- The specialization logic determines the appropriate specialization using only the operand's type, which is safe to read non-atomically (changing it requires stopping the world). We are guaranteed that the type will not change in between when it is checked and when we specialize the bytecode because the types involved are immutable (you cannot assign to `__class__` for exact instances of `dict`, `set`, or `frozenset`). The bytecode is mutated atomically using helpers.
- The specialized instructions rely on the operand type not changing in between the `DEOPT_IF` checks and the calls to the appropriate type-specific helpers (e.g. `_PySet_Contains`). This is a correctness requirement in the default builds and there are no changes to the opcodes in the free-threaded builds that would invalidate this.
Each thread specializes a thread-local copy of the bytecode, created on the first RESUME, in free-threaded builds. All copies of the bytecode for a code object are stored in the co_tlbc array on the code object. Threads reserve a globally unique index identifying its copy of the bytecode in all co_tlbc arrays at thread creation and release the index at thread destruction. The first entry in every co_tlbc array always points to the "main" copy of the bytecode that is stored at the end of the code object. This ensures that no bytecode is copied for programs that do not use threads.
Thread-local bytecode can be disabled at runtime by providing either -X tlbc=0 or PYTHON_TLBC=0. Disabling thread-local bytecode also disables specialization.
Concurrent modifications to the bytecode made by the specializing interpreter and instrumentation use atomics, with specialization taking care not to overwrite an instruction that was instrumented concurrently.
* Fix usage of PyStackRef_FromPyObjectSteal in CALL_TUPLE_1
This was missed in gh-124894
* Fix usage of PyStackRef_FromPyObjectSteal in _CALL_STR_1
This was missed in gh-124894
* Regenerate code
This is essentially a cleanup, moving a handful of API declarations to the header files where they fit best, creating new ones when needed.
We do the following:
* add pycore_debug_offsets.h and move _Py_DebugOffsets, etc. there
* inline struct _getargs_runtime_state and struct _gilstate_runtime_state in _PyRuntimeState
* move struct _reftracer_runtime_state to the existing pycore_object_state.h
* add pycore_audit.h and move to it _Py_AuditHookEntry , _PySys_Audit(), and _PySys_ClearAuditHooks
* add audit.h and cpython/audit.h and move the existing audit-related API there
*move the perfmap/trampoline API from cpython/sysmodule.h to cpython/ceval.h, and remove the now-empty cpython/sysmodule.h
Each of the `LOAD_GLOBAL` specializations is implemented roughly as:
1. Load keys version.
2. Load cached keys version.
3. Deopt if (1) and (2) don't match.
4. Load keys.
5. Load cached index into keys.
6. Load object from (4) at offset from (5).
This is not thread-safe in free-threaded builds; the keys object may be replaced
in between steps (3) and (4).
This change refactors the specializations to avoid reloading the keys object and
instead pass the keys object from guards to be consumed by downstream uops.
* Spill the evaluation around escaping calls in the generated interpreter and JIT.
* The code generator tracks live, cached values so they can be saved to memory when needed.
* Spills the stack pointer around escaping calls, so that the exact stack is visible to the cycle GC.
Use a `_PyStackRef` and defer the reference to `f_funcobj` when
possible. This avoids some reference count contention in the common case
of executing the same code object from multiple threads concurrently in
the free-threaded build.
Use a `_PyStackRef` and defer the reference to `f_executable` when
possible. This avoids some reference count contention in the common case
of executing the same code object from multiple threads concurrently in
the free-threaded build.
This replaces `_PyList_FromArraySteal` with `_PyList_FromStackRefSteal`.
It's functionally equivalent, but takes a `_PyStackRef` array instead of
an array of `PyObject` pointers.
Co-authored-by: Ken Jin <kenjin@python.org>
`BUILD_SET` should use a borrow instead of a steal. The cleanup in `_DO_CALL`
`CONVERSION_FAILED` was incorrect.
Co-authored-by: Ken Jin <kenjin@python.org>
This automatically spills the results from `_PyStackRef_FromPyObjectNew`
to the in-memory stack so that the deferred references are visible to
the GC before we make any possibly escaping call.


DESCRIPTION OF THE TASK: Keep only those lines of the records that include the string "boxes".
::::::::::
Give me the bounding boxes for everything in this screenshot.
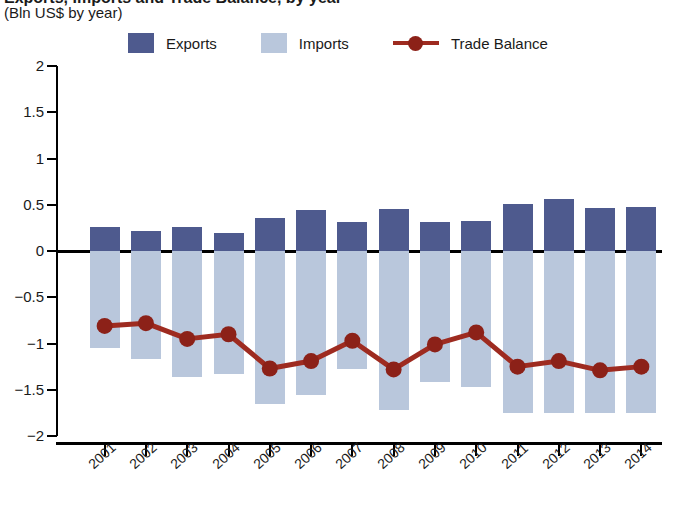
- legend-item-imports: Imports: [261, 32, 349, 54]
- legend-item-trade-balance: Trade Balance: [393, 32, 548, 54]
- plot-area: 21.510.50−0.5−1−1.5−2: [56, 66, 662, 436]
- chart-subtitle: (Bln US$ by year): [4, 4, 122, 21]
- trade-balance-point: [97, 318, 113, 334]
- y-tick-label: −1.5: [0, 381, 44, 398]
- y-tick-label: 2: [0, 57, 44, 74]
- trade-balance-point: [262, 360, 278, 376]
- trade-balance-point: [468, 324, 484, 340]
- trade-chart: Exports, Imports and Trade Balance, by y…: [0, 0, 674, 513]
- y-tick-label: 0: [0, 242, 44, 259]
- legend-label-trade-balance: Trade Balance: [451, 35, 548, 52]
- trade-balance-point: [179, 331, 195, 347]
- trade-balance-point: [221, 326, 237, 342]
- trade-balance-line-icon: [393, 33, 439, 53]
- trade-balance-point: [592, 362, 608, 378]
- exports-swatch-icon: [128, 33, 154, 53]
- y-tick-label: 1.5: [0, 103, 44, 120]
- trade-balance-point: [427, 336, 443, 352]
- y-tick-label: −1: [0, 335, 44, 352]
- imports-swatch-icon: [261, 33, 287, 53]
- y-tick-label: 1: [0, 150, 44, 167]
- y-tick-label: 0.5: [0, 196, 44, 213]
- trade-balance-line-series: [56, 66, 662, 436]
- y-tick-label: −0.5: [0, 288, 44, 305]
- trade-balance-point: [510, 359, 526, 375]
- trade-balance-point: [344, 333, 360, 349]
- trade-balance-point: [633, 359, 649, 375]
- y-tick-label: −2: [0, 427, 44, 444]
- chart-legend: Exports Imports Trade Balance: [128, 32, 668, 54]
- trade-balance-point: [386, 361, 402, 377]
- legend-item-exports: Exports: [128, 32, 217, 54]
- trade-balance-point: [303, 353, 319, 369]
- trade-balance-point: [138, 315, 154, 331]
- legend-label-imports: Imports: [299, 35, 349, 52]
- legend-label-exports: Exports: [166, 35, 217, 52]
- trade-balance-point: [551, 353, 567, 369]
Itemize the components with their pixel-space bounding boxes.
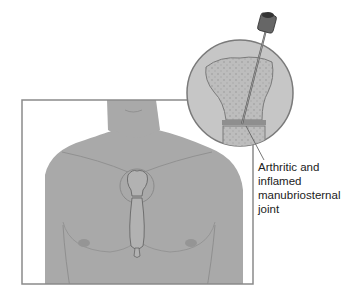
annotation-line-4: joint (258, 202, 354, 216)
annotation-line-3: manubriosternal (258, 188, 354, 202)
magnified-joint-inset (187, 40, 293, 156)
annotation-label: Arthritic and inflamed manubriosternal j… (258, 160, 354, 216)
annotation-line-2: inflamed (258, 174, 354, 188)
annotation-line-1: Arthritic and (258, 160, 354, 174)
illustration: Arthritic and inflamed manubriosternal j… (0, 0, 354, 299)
::::::::::
ANSWER TO THE EXERCISE:
Give me the bounding boxes for everything in this screenshot.
Itemize the components with their pixel-space bounding boxes.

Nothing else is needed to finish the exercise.